EU waters down threat to cash-for-passports scheme

Despite tough talk on passport sale, Brussels will issue guidelines on all EU citizenship schemes

The EU will be issuing guidelines for all of its member states which operate a citizenship scheme, not just Malta
The EU will be issuing guidelines for all of its member states which operate a citizenship scheme, not just Malta

A so called ‘crackdown’ on the sale of citizenships by EU governments, including Malta, is expected to be watered down to a series of guidelines for European member states, despite strong statements made recently by the European Commission.

Brussels insiders told MaltaToday that Vera Jourova, the EU’s commissioner for justice, would not take a hard stance on the sale of passports by countries like Malta and Cyprus.

Instead, the Commission is expected to take a generic approach on the subject, after commissioning an external study on some eight member states currently offering “citizenship for sale” schemes.

Jourova had previously alluded to worries about the origins of the wealth of Russian applicants for Maltese citizenship, even though the Malta Individual Investor Programme is billed as the gold standard of such schemes due to its rigorous approach to due diligence.

But a report originally scheduled for the autumn as part of a general drive against money laundering has already been delayed.

A number of member states refused to engage with the Commission and did not even attend meetings,” MaltaToday’s source said, describing Malta as one of the member states that had been open and forthcoming in discussions with the EC.

“They will indicate an adverse comment to the programmes and reaffirm concern, possibly even seek a discussion in the European Council, but it will stop there”

“The Commission will not take a hard stance but a more generic approach. They are probably less likely to be specific recommendations or country-specific ones, but more of general guidelines.

“They will indicate an adverse comment to the programmes and reaffirm concern, possibly even seek a discussion in the European Council, but it will stop there,” the source said.

The approach will probably disappoint the European Parliament, a segment of which has been a vociferous critic of golden visa schemes, but which were already dead-legged by the approval of Malta’s programme by former justice commissioner Viviane Reding.

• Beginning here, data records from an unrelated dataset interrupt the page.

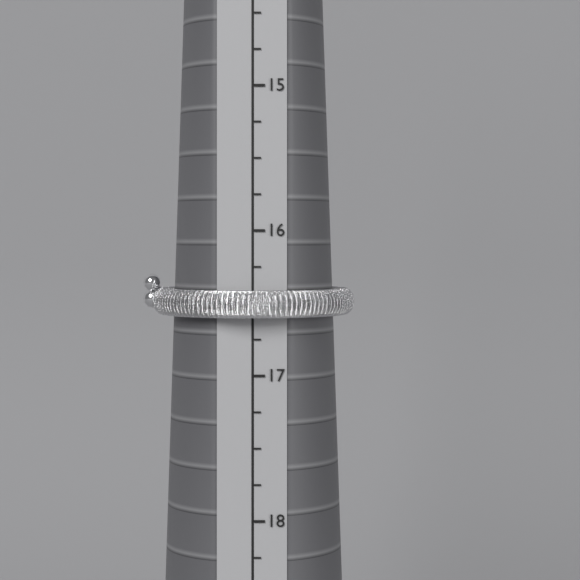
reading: 16.60 mm
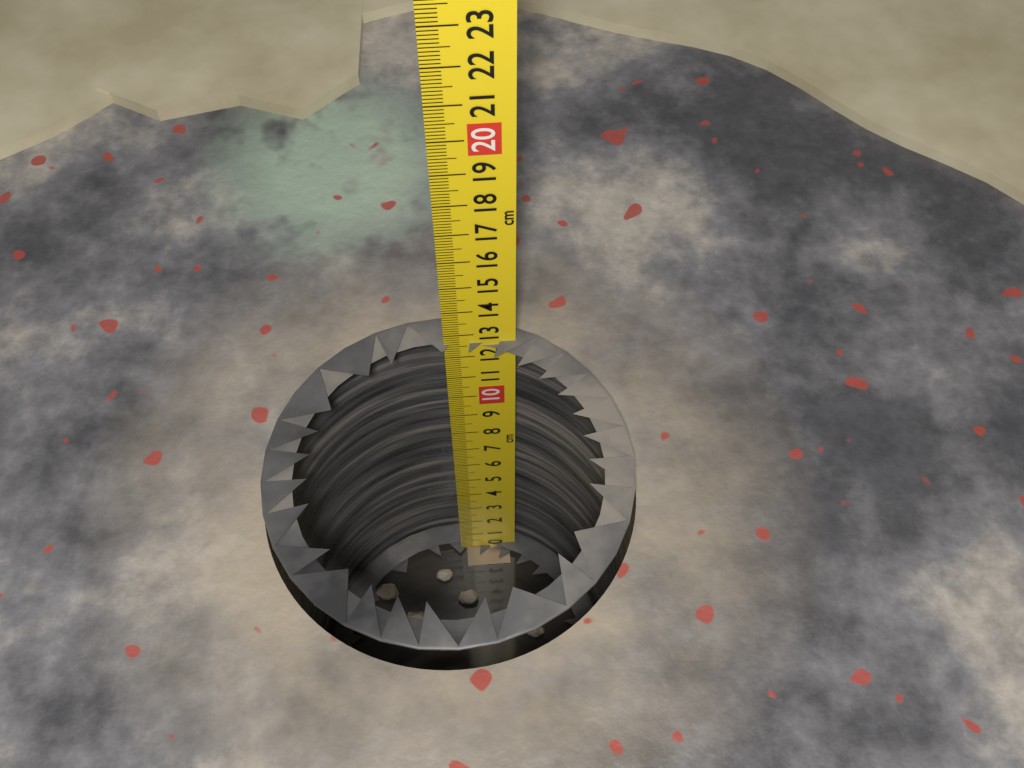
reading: 12.6 cm
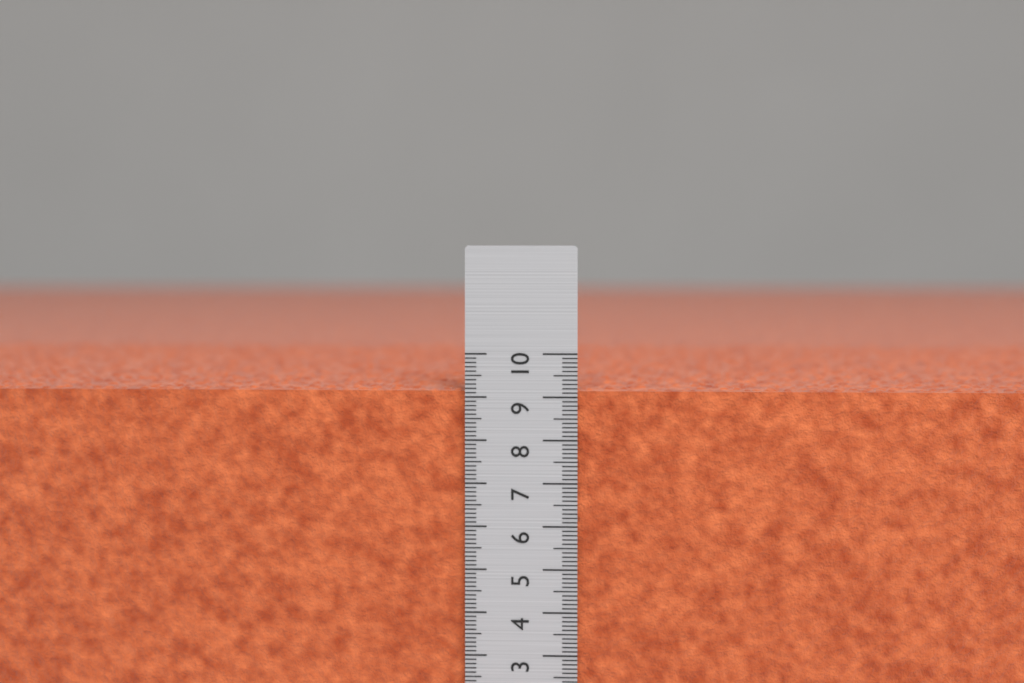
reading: 9.2 cm
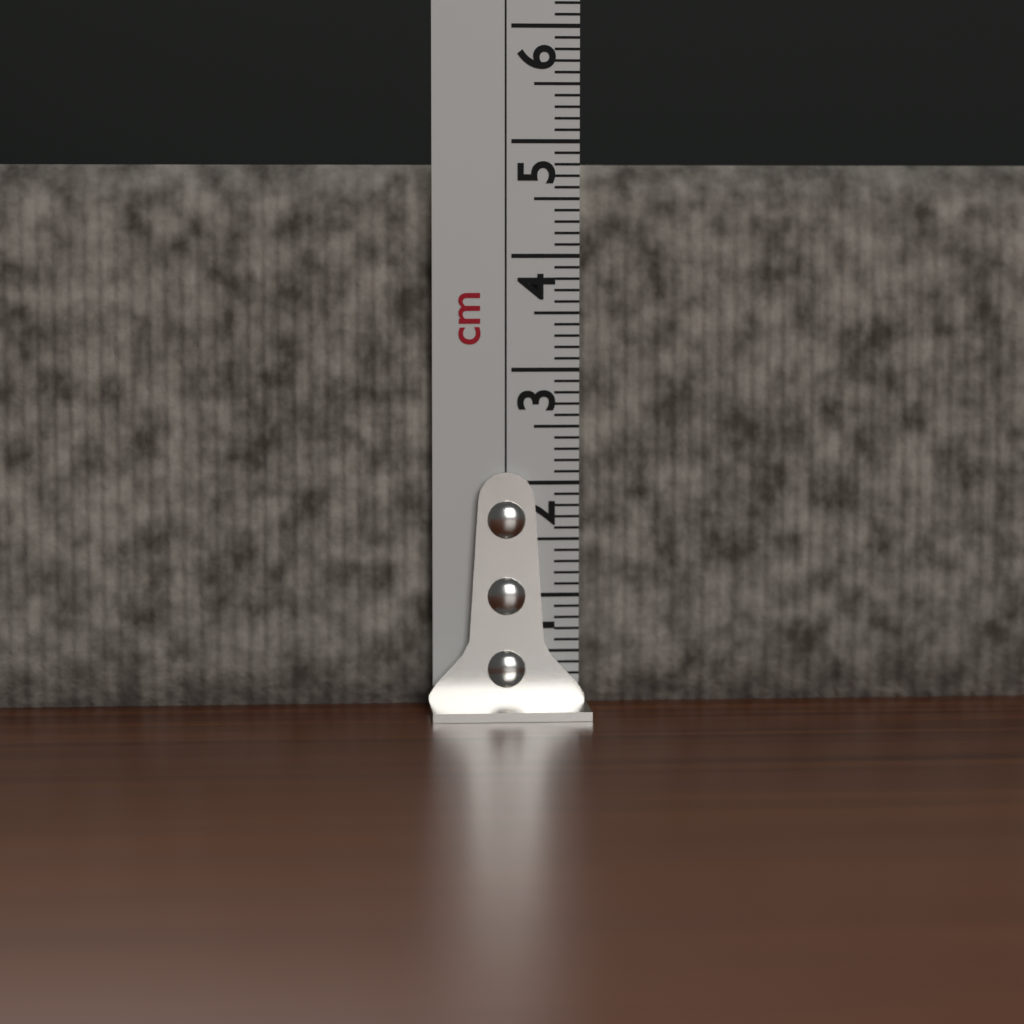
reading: 4.8 cm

The European Commission has no power to ban such a practice but Jourova had said the EC has an obligation to put high requirements on the member states to be careful. “They are granting citizenship for the whole of Europe.” 

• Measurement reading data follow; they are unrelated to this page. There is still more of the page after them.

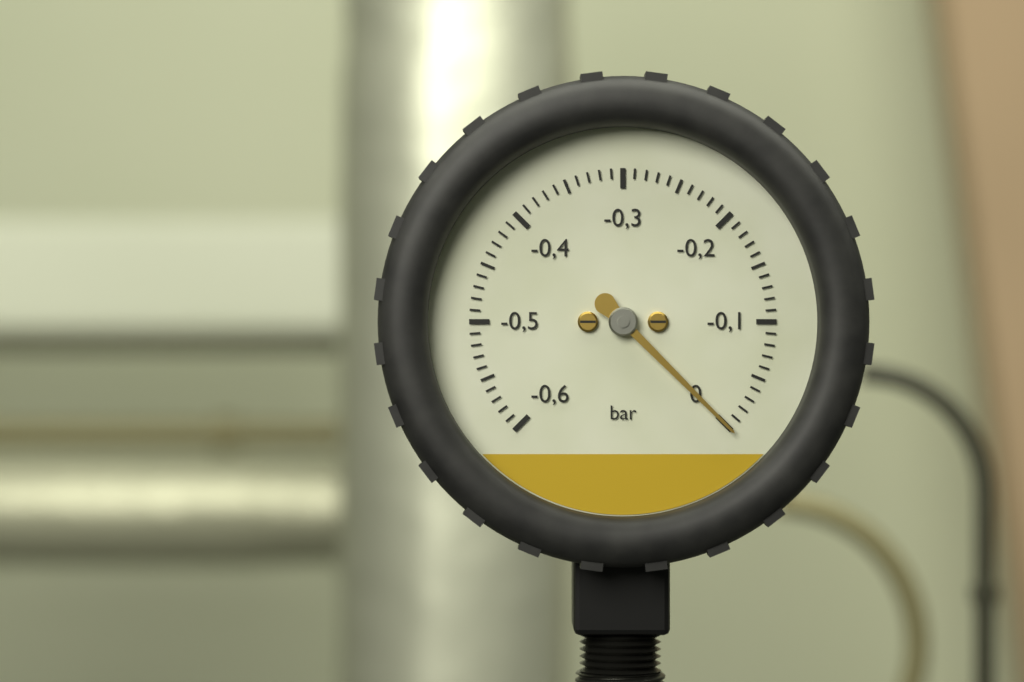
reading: 0.00 bar
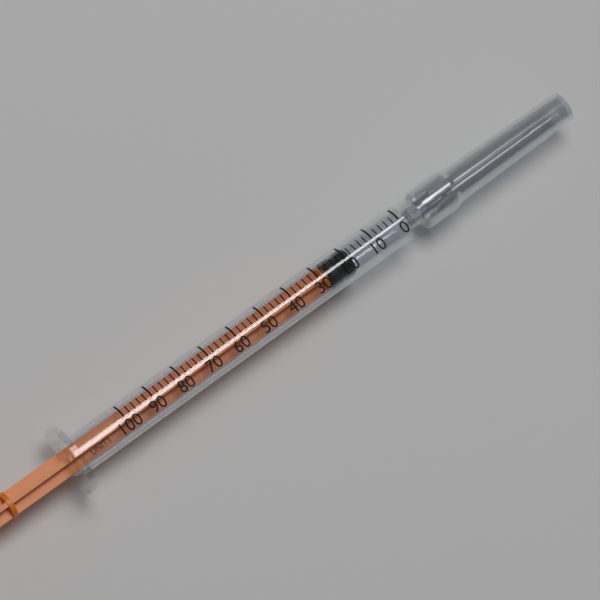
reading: 18 units
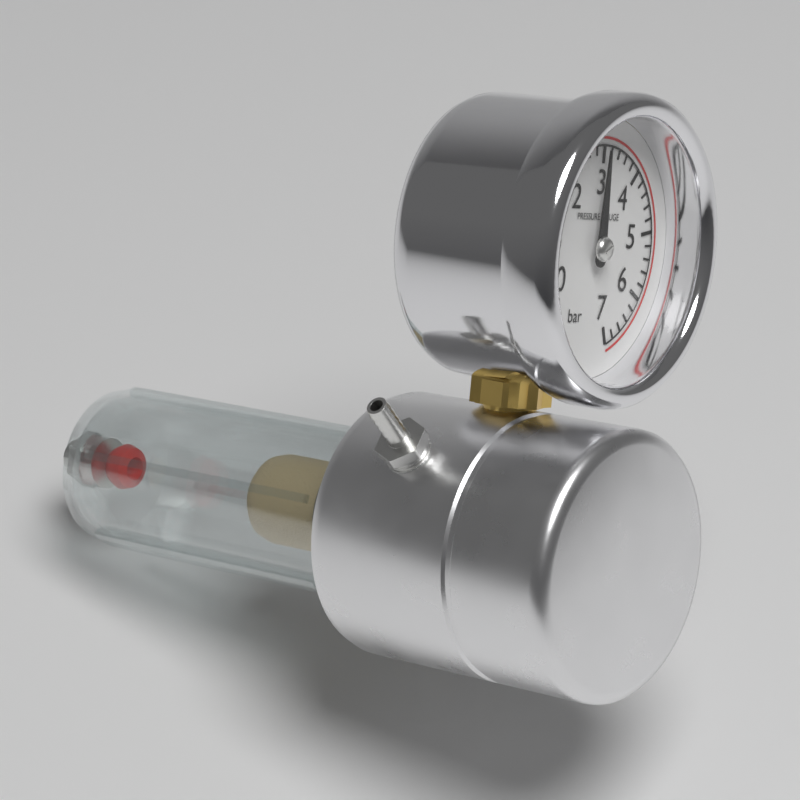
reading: 3.0 bar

The EU states with “citizenship by investment” schemes include not only Malta and Cyprus, but also Austria, Greece, Hungary, Latvia, Lithuania and Portugal. EU member states are free to set their own criteria for citizenship. Malta charges main applicants €650,000 for their passport, and a mandatory property investment of €350,000 or a five-year lease at €15,000 annually, and an additional €115,000 investment in bonds and stocks.

Jourova has previously been quoted as saying she was “especially alarmed by Malta’s scheme”.

“It is a big concern when a Russian citizen who has worked his whole life in middle or senior management – where salaries aren’t very high – suddenly has the money to buy citizenship in Malta,” Jourova had told the FT.

Malta’s scheme, put in place in 2014, has brought €404 million to the country’s posterity fund and contributed another €174 million to Malta’s consolidated fund.

Globally, the value of all purchased property – 115 – since the launch of the IIP totals €110 million, while the rental value for the duration of the five-year contract for some 718 leased properties add up to €70 million. With that comes a total of €126 million in financial investments in Malta Government Stocks.

In 2016, 994,800 citizenship applicants were granted across the EU, according to Eurostat, with just 0.1 per cent of applications made under investment schemes.

But Malta’s scheme remains conspicuous by virtue of its success, and in some cases, the publication of its naturalised citizens every year, which includes IIP citizens. In 2018, the OECD issued an alleged ‘blacklist’ of passport-selling nations, which claimed Malta was allowing the global rich to benefit from its fabled ‘five per cent tax’.

But the OECD statement was short on analysis, summing up its misgivings on the premise that so called ‘high net worth individuals’ can buy a second passport “to avoid income tax on offshore financial assets in the CBI [citizenship by investment] jurisdiction” without physically living in Malta, but being merely tax-resident here.

Maltese corporate service providers refuted the claim, saying the OECD was confusing tax residency and citizenship status. Malta’s tax relief on dividends from profits booked in Malta works on the operative principle is that claimants of the relief are not tax-resident in Malta. “Anybody who is tax-resident in Malta is unable to claim the six-sevenths rebate on the tax paid on their global income. Which means IIP citizens who want to benefit from the rebate do not choose to be tax-resident in Malta. Indeed, their citizenship is not a condition for tax-residency,” a bank director told MaltaToday.

Malta IIP figures

  • Revenues since 2014 • €404 million in posterity scheme and €174 for Malta’s consolidated fund.
  • Property sales • 115 for a total value of €110 million.
  • Rentals • 718 leased properties adding up to €70 million over five years.
  • Investments • €126 million in Malta Government Stocks.